Letter from The Grind editors: Introducing ‘The myth of coming of age’

May 5, 2021, 8:15 p.m.

There are many rites of passage to adulthood: prom, graduation ceremonies and first jobs, to name a few. For many, college is seen as the time and the place to “grow up” before entering the “real world.” Common markers of adulthood include achieving financial independence, moving out of one’s family home, working a stable job and starting a family. But, younger generations seem to be taking longer and longer to reach these milestones, if at all. 

Developmental psychologist Nancy Hill and educational ethnographer Alexis Redding wrote in The Atlantic, “When young adults take longer to achieve the markers of adulthood, it is not that something has changed about them; it is that the world has changed.” And the world has indeed changed. For over a year, young people have taken college classes from their childhood bedrooms, watched graduations live-streamed on their laptop screens and started office jobs without ever meeting their coworkers in person. At the onset of the pandemic, the youth unemployment rate in the United States drastically increased and remains higher than the unemployment rate for the general population. Young people struggle to enter the workforce amid recession and a lack of opportunities. And according to the Pew Research Center, even before the pandemic, younger generations, such as millennials, were waiting longer to get married and start a family. What does it mean to come of age when the traditional markers have disappeared or are changing?

In this series, we explore this idea, unpacking what it means to grow up in a context of crisis. For the remainder of spring quarter, read The Grind’s latest for stories about how teen movies and television have shaped our perceptions of college, how friendships change as we grow older, what it means to enter “the real world” before coming to college and more, in addition to our regular content.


Exercise: Every record that follows must be duplicated exactly, with images left out.

Top of Material provided

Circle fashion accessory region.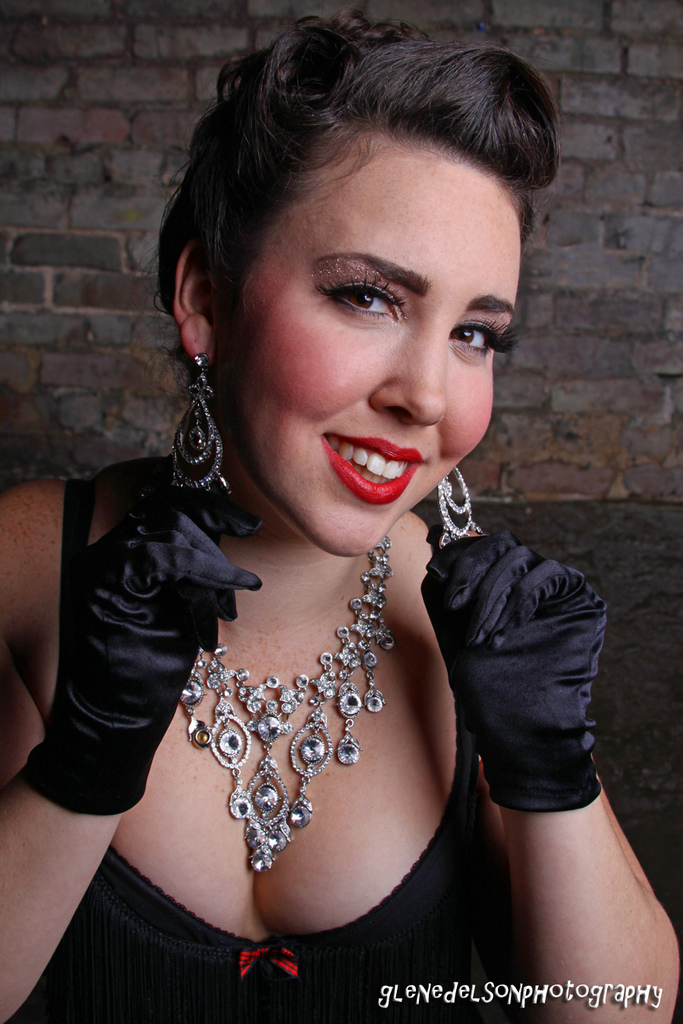
Region: bbox=(172, 536, 398, 879).
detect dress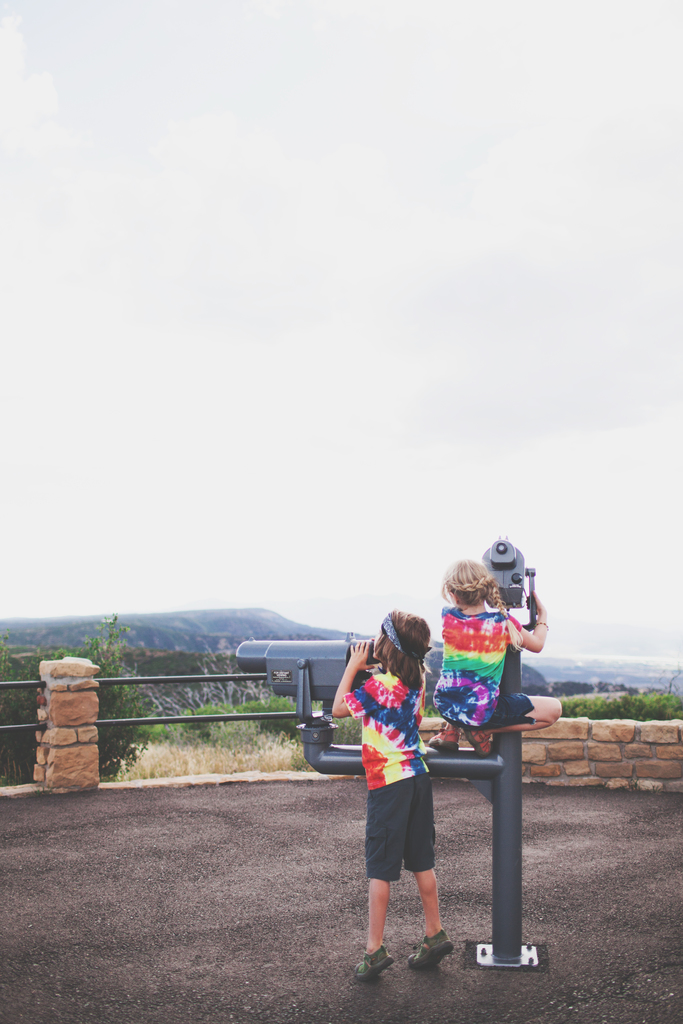
box=[344, 673, 428, 789]
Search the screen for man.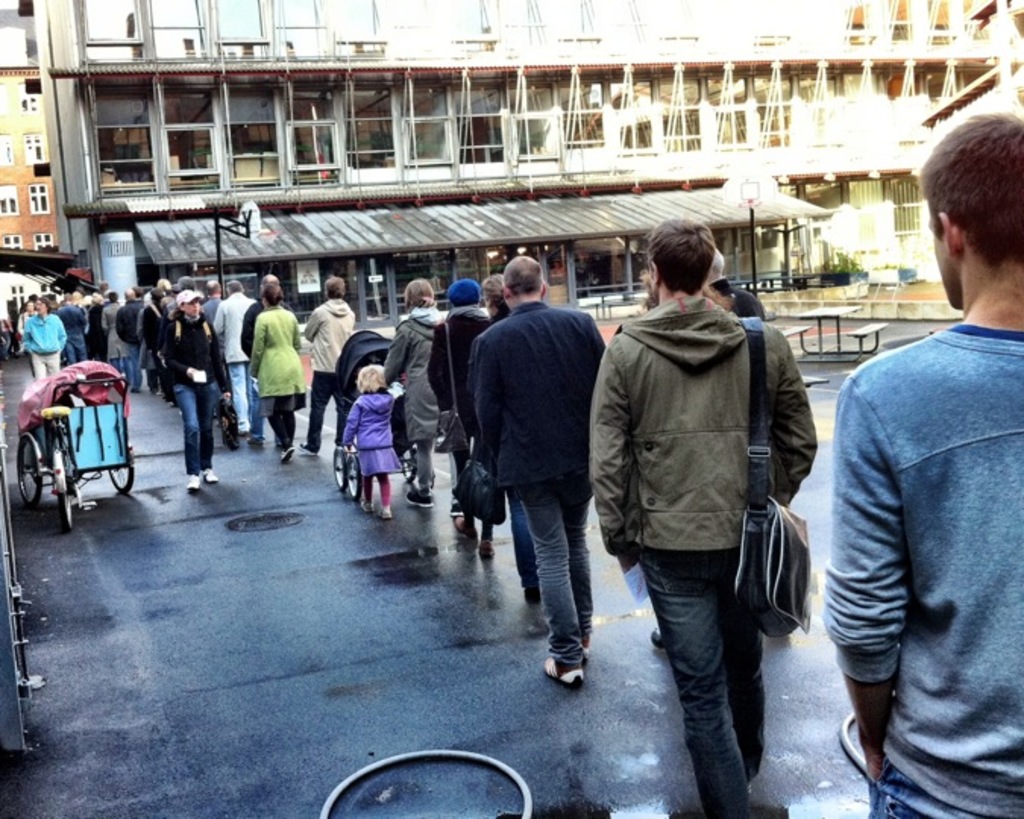
Found at bbox=(238, 270, 288, 447).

Bottom of Material provided

Answer:
Circle fashion accessory region.
Region: bbox=(172, 536, 398, 879).
detect dress
box=[344, 673, 428, 789]
Search the screen for man.
Found at bbox=(238, 270, 288, 447).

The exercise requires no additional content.